Secretary
I was brought up in Devon, UK and educated at boarding schools from the age of 8. My secondary school was Canford in Dorset. On leaving school I served articles with a solicitor’s practice in Exeter, Devon for 5 years during which time I also attended the College of Law in Guildford in preparation for the Solicitors qualifying examinations. I served briefly in the UK Territorial Army (Devonshire Regt).
Following admission, I worked as an employed solicitor for two years with Boodle Hatfield in the West End of London and for a further two years with a practice in Winchester. With both firms I practiced in their agricultural law departments.
Following my father’s premature death, I returned home to Devon and ran my family furniture manufacturing and retailing business for two years before selling the factory. I retained the retail business to provide an income for my mother and continued to supervise this for the next ten years.
I joined a local solicitors’ practice as an employee, heading their office in Chard, Somerset. I became an equity partner two years later. With a young partner of approximately the same age I embarked on a progressive expansion of the firm resulting ultimately in a practice of 8 partners, 5 offices in East Devon and South Somerset and approximately 100 staff. The practice engaged in all the fields usual to a market town law firm: real property, matrimonial, criminal, personal injury, general civil litigation and probate. My Chard office had a substantial agricultural practice, acting for farmers and landowners in all areas of land law, succession and the law and regulations imposed by government and EU intervention including milk quotas, cereal production and environmental control. I specialised as an agricultural and rural property lawyer. I was also the practice finance partner for many years.
Out of the Office I hunted regularly with my local Harrier pack (mounted foxhunting) and in spring and autumn with the Devon & Somerset Stag Hounds. I served as Secretary of the annual Point to Point race meeting (amateur steeple chasing) for 10 years and competed in the Hunt Member’s Races. I also competed in mounted Team Chasing. I was a keen but erratic game shot (driven pheasant). My interests also included entomology (butterflies and moths), vintage motoring and woodwork.
Since moving to Australia, I served as secretary to the Dorrigo Agricultural Association (Dorrigo Show Society) for five years. I then became the secretary of the newly formed Bellingen Mens’ Shed.
I have two children by a previous marriage, a son who retired from the British Army (Captain in the Kings Royal Hussars, with one Syria tour and two Afghanistan tours under his belt) and who now works in London and a married daughter who has worked in the Bloodstock industry as apprentice jockey, polo manager, assistant trainer, Paris racing press representative and Racecourse administrator.
I sustained a severe head injury in a hunting accident in 2003 resulting in (inter alia) some brain damage and the loss of sight of an eye. This precipitated my early retirement from legal practice. Some 6 years later I moved to Australia in search of new adventures.
My generation missed out on “gap years”. I tried to make up for this deficit later in life and have travelled in Zimbabwe, Kenya (to Lake Turkana), Nepal, China (to walk the Tiger Leaping Gorge), Guyana (an expedition in to the interior for both herpetological and entomological research) and Brazil (a short walk in Chapada Diamantina near Lençóis in the State of Bahia.
My father was a competent cabinet maker, built a 30ft sailing and cruising yacht for his own use and was an adept rigger, splicing both wire and cordage. I picked up the basics of woodwork with hand tools from him and his employees in the factory joiner’s shop. I inherited his hand tools and tool chest which are still with me here in Bellingen.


_Exercise requirements_
A faithful, word-for-word transcription of all the data is what is needed.

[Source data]
_ _ _ _ _
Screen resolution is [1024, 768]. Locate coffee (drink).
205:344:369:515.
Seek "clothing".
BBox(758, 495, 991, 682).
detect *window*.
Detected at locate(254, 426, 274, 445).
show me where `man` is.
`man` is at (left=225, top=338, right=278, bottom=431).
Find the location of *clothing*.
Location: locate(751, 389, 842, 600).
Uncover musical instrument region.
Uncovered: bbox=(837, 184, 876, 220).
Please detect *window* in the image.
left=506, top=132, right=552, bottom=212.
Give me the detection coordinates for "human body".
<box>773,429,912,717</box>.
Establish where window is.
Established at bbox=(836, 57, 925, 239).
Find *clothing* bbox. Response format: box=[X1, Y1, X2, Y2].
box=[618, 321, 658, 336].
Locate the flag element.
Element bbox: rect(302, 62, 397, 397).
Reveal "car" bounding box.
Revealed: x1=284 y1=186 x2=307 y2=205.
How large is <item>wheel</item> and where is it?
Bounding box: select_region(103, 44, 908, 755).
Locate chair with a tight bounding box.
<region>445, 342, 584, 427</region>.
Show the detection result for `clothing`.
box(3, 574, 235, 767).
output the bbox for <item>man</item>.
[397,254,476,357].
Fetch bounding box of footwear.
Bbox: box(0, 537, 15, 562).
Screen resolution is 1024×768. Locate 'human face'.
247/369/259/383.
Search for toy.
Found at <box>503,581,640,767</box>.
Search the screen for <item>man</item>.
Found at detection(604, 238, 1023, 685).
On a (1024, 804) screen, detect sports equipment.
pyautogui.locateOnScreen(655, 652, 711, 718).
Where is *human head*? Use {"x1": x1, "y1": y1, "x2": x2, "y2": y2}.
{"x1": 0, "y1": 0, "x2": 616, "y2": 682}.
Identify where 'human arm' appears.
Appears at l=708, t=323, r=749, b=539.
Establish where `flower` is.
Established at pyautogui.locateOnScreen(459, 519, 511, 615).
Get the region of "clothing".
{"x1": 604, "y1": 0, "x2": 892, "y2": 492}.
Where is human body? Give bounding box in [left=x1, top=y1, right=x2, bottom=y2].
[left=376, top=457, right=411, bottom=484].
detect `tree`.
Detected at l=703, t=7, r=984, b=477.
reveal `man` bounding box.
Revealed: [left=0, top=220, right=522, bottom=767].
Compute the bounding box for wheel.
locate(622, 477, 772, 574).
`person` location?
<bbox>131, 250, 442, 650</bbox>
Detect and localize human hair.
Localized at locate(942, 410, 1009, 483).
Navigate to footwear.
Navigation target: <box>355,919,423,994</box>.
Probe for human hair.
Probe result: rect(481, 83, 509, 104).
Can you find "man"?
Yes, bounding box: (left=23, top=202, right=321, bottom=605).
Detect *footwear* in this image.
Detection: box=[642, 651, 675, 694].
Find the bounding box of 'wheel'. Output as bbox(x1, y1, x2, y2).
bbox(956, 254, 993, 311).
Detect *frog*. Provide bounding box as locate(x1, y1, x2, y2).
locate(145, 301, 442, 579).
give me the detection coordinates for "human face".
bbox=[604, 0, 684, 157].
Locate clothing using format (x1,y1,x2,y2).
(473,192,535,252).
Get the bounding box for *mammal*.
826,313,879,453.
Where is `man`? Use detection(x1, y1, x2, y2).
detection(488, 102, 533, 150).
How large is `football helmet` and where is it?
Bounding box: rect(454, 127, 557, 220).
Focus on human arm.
_ _ _ _ _
_Solution for this task_
Screen resolution is [1024, 768]. Locate coffee (drink).
205:344:369:515.
Seek "clothing".
BBox(758, 495, 991, 682).
detect *window*.
Detected at locate(254, 426, 274, 445).
show me where `man` is.
`man` is at (left=225, top=338, right=278, bottom=431).
Find the location of *clothing*.
Location: locate(751, 389, 842, 600).
Uncover musical instrument region.
Uncovered: bbox=(837, 184, 876, 220).
Please detect *window* in the image.
left=506, top=132, right=552, bottom=212.
Give me the detection coordinates for "human body".
<box>773,429,912,717</box>.
Establish where window is.
Established at bbox=(836, 57, 925, 239).
Find *clothing* bbox. Response format: box=[X1, Y1, X2, Y2].
box=[618, 321, 658, 336].
Locate the flag element.
Element bbox: rect(302, 62, 397, 397).
Reveal "car" bounding box.
Revealed: x1=284 y1=186 x2=307 y2=205.
How large is <item>wheel</item> and where is it?
Bounding box: select_region(103, 44, 908, 755).
Locate chair with a tight bounding box.
<region>445, 342, 584, 427</region>.
Show the detection result for `clothing`.
box(3, 574, 235, 767).
output the bbox for <item>man</item>.
[397,254,476,357].
Fetch bounding box of footwear.
Bbox: box(0, 537, 15, 562).
Screen resolution is 1024×768. Locate 'human face'.
247/369/259/383.
Search for toy.
Found at <box>503,581,640,767</box>.
Search the screen for <item>man</item>.
Found at detection(604, 238, 1023, 685).
On a (1024, 804) screen, detect sports equipment.
pyautogui.locateOnScreen(655, 652, 711, 718).
Where is *human head*? Use {"x1": x1, "y1": y1, "x2": x2, "y2": y2}.
{"x1": 0, "y1": 0, "x2": 616, "y2": 682}.
Identify where 'human arm' appears.
Appears at l=708, t=323, r=749, b=539.
Establish where `flower` is.
Established at pyautogui.locateOnScreen(459, 519, 511, 615).
Get the region of "clothing".
{"x1": 604, "y1": 0, "x2": 892, "y2": 492}.
Where is human body? Give bounding box in [left=x1, top=y1, right=x2, bottom=y2].
[left=376, top=457, right=411, bottom=484].
detect `tree`.
Detected at l=703, t=7, r=984, b=477.
reveal `man` bounding box.
Revealed: [left=0, top=220, right=522, bottom=767].
Compute the bounding box for wheel.
locate(622, 477, 772, 574).
`person` location?
<bbox>131, 250, 442, 650</bbox>
Detect and localize human hair.
Localized at locate(942, 410, 1009, 483).
Navigate to footwear.
Navigation target: <box>355,919,423,994</box>.
Probe for human hair.
Probe result: rect(481, 83, 509, 104).
Can you find "man"?
Yes, bounding box: (left=23, top=202, right=321, bottom=605).
Detect *footwear* in this image.
Detection: box=[642, 651, 675, 694].
Find the bounding box of 'wheel'. Output as bbox(x1, y1, x2, y2).
bbox(956, 254, 993, 311).
Detect *frog*. Provide bounding box as locate(x1, y1, x2, y2).
locate(145, 301, 442, 579).
give me the detection coordinates for "human face".
bbox=[604, 0, 684, 157].
Locate clothing using format (x1,y1,x2,y2).
(473,192,535,252).
Get the bounding box for *mammal*.
826,313,879,453.
Where is `man`? Use detection(x1, y1, x2, y2).
detection(488, 102, 533, 150).
How large is `football helmet` and where is it?
Bounding box: rect(454, 127, 557, 220).
Focus on human arm.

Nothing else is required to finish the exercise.